*** Record extracts Section Begins ***
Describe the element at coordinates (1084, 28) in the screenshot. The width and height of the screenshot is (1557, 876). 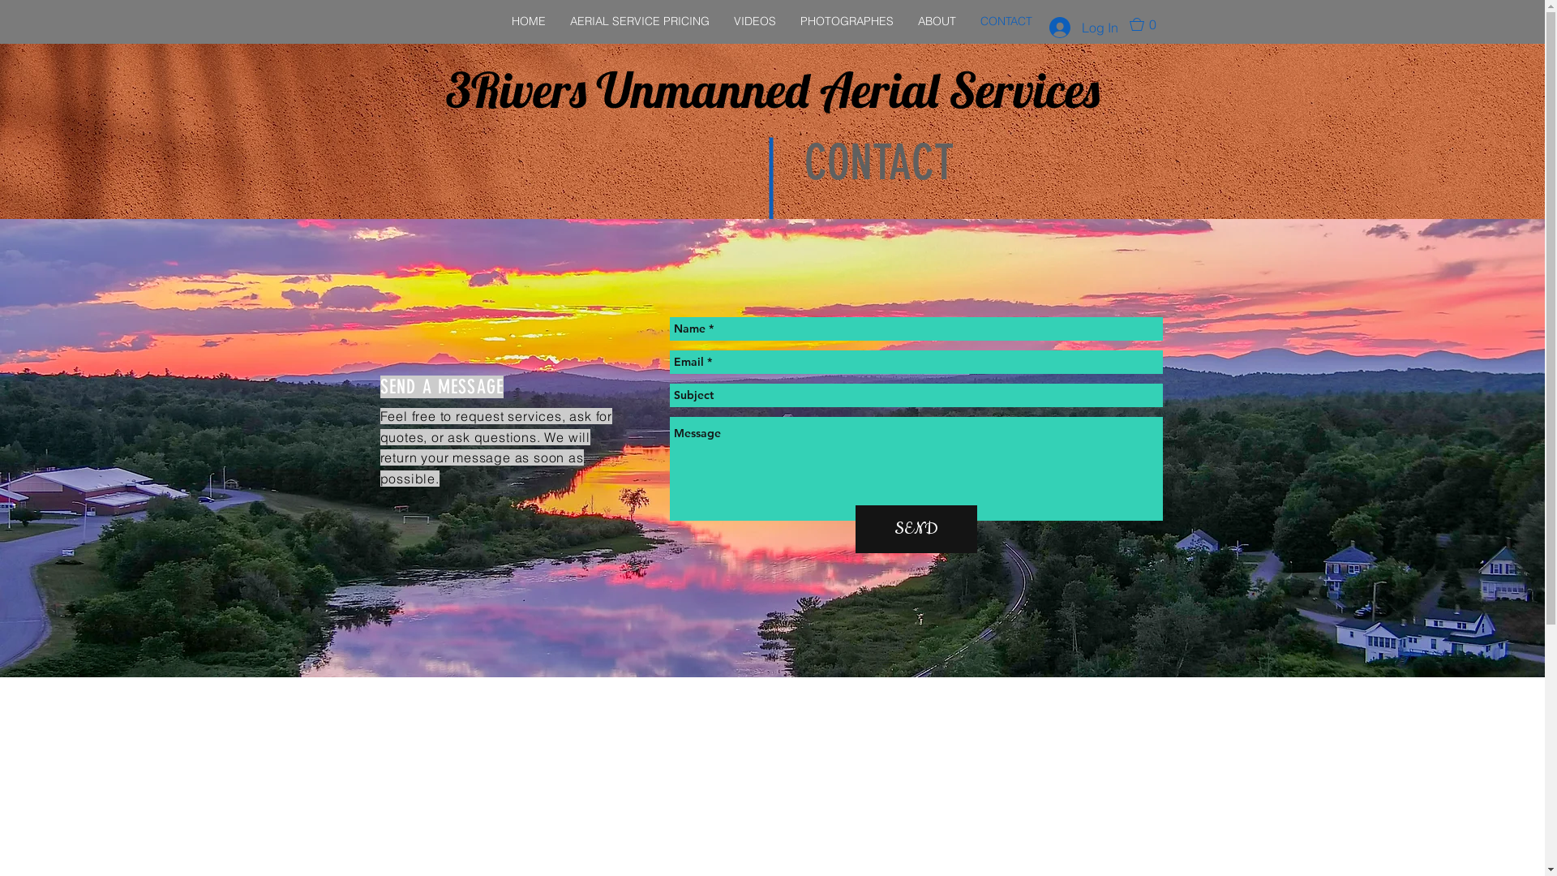
I see `Log In` at that location.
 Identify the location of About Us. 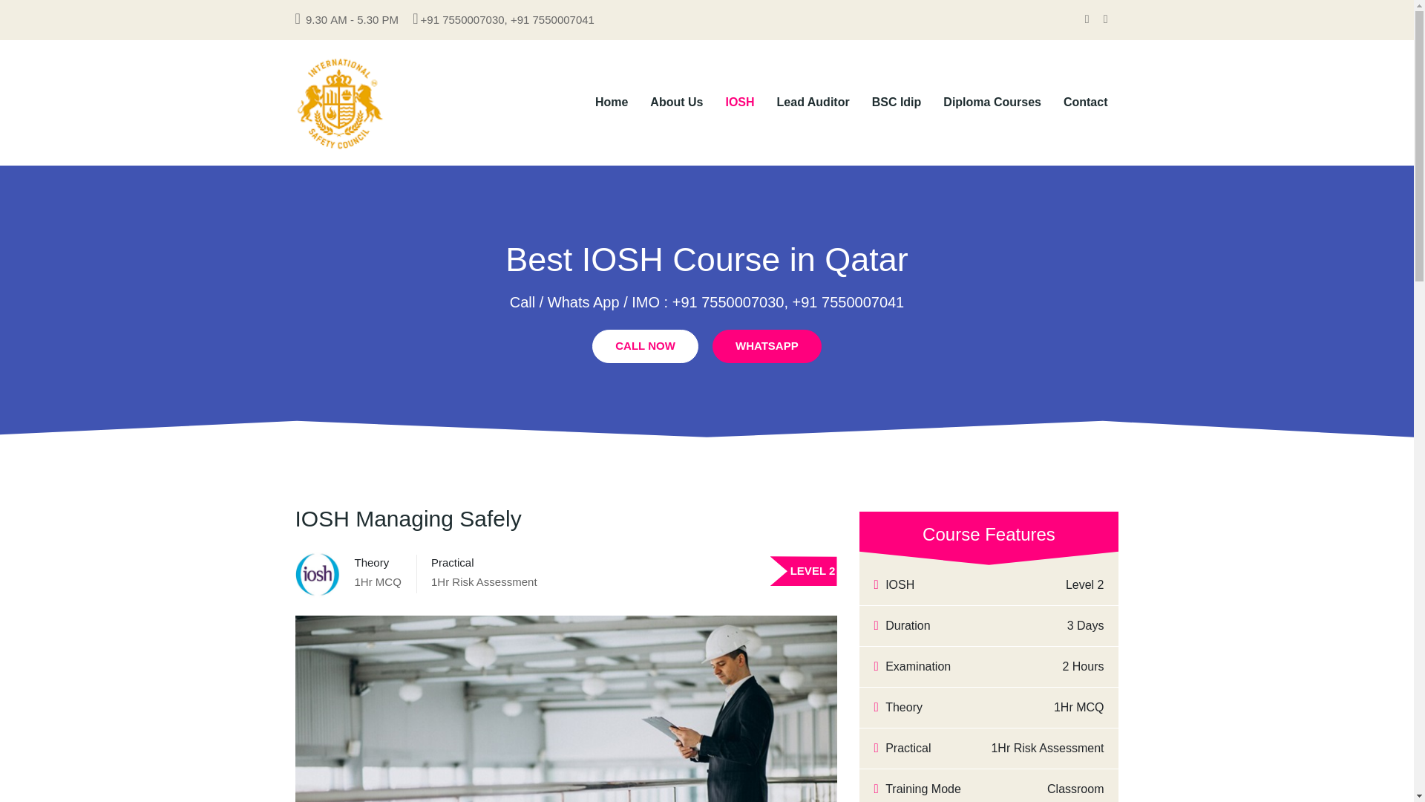
(676, 102).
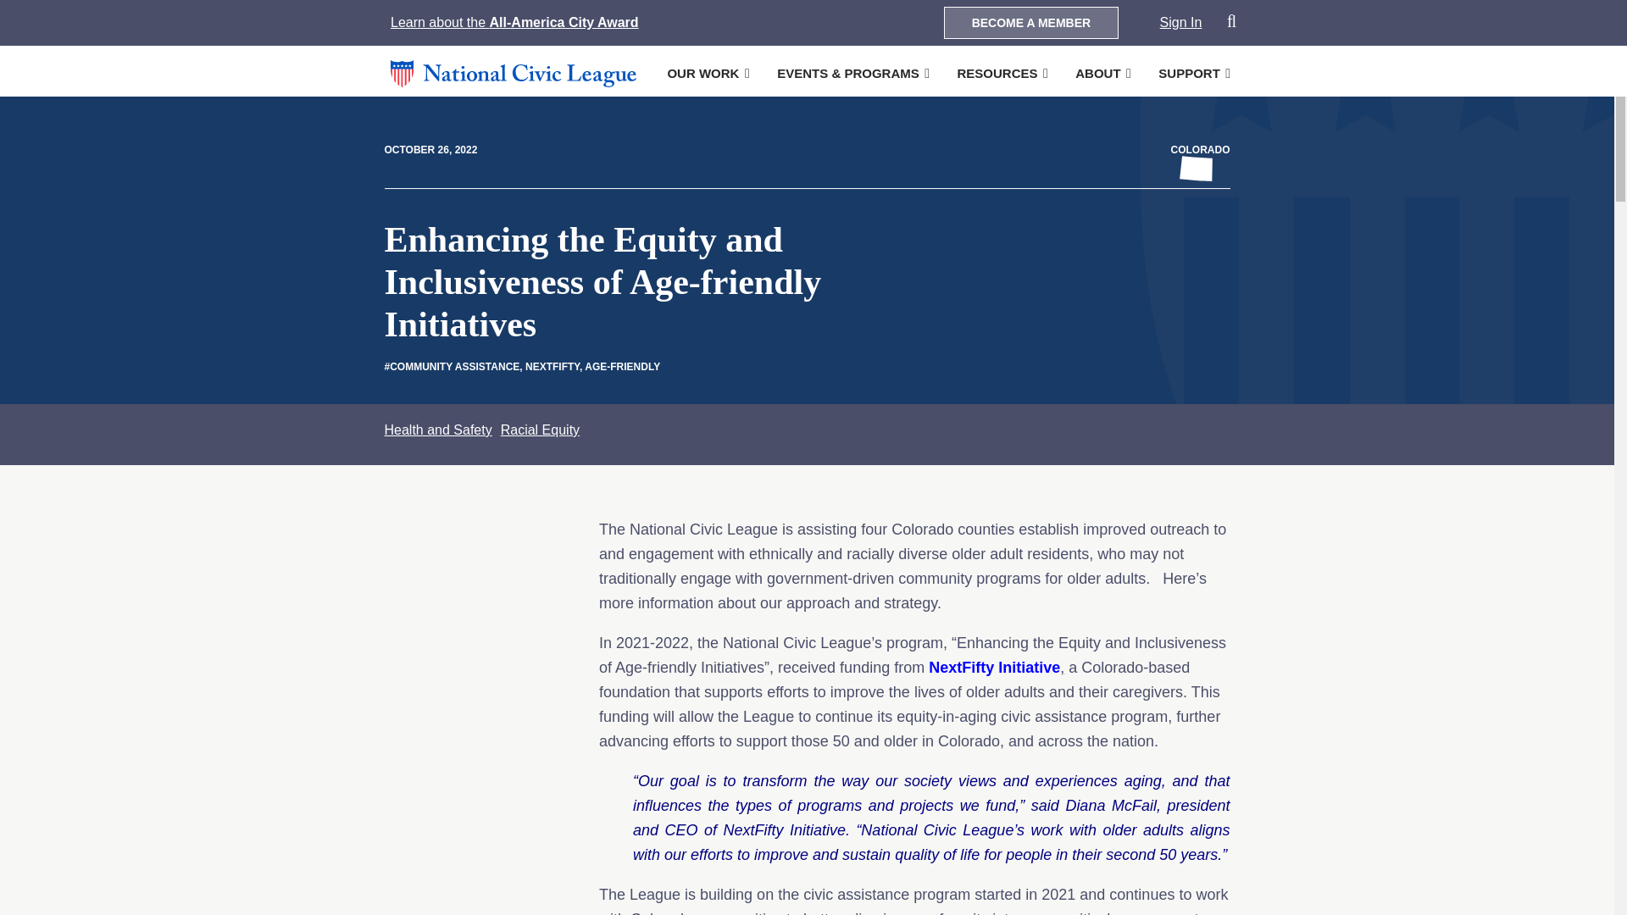  Describe the element at coordinates (996, 73) in the screenshot. I see `RESOURCES` at that location.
*** Record extracts Section Ends ***
Exercise details
Nothing but the pictures is to be left out; repeat the data exactly.

Task answer
Describe the element at coordinates (1084, 28) in the screenshot. The width and height of the screenshot is (1557, 876). 
I see `Log In` at that location.
 Identify the location of About Us. 
(676, 102).
  Describe the element at coordinates (996, 73) in the screenshot. I see `RESOURCES` at that location.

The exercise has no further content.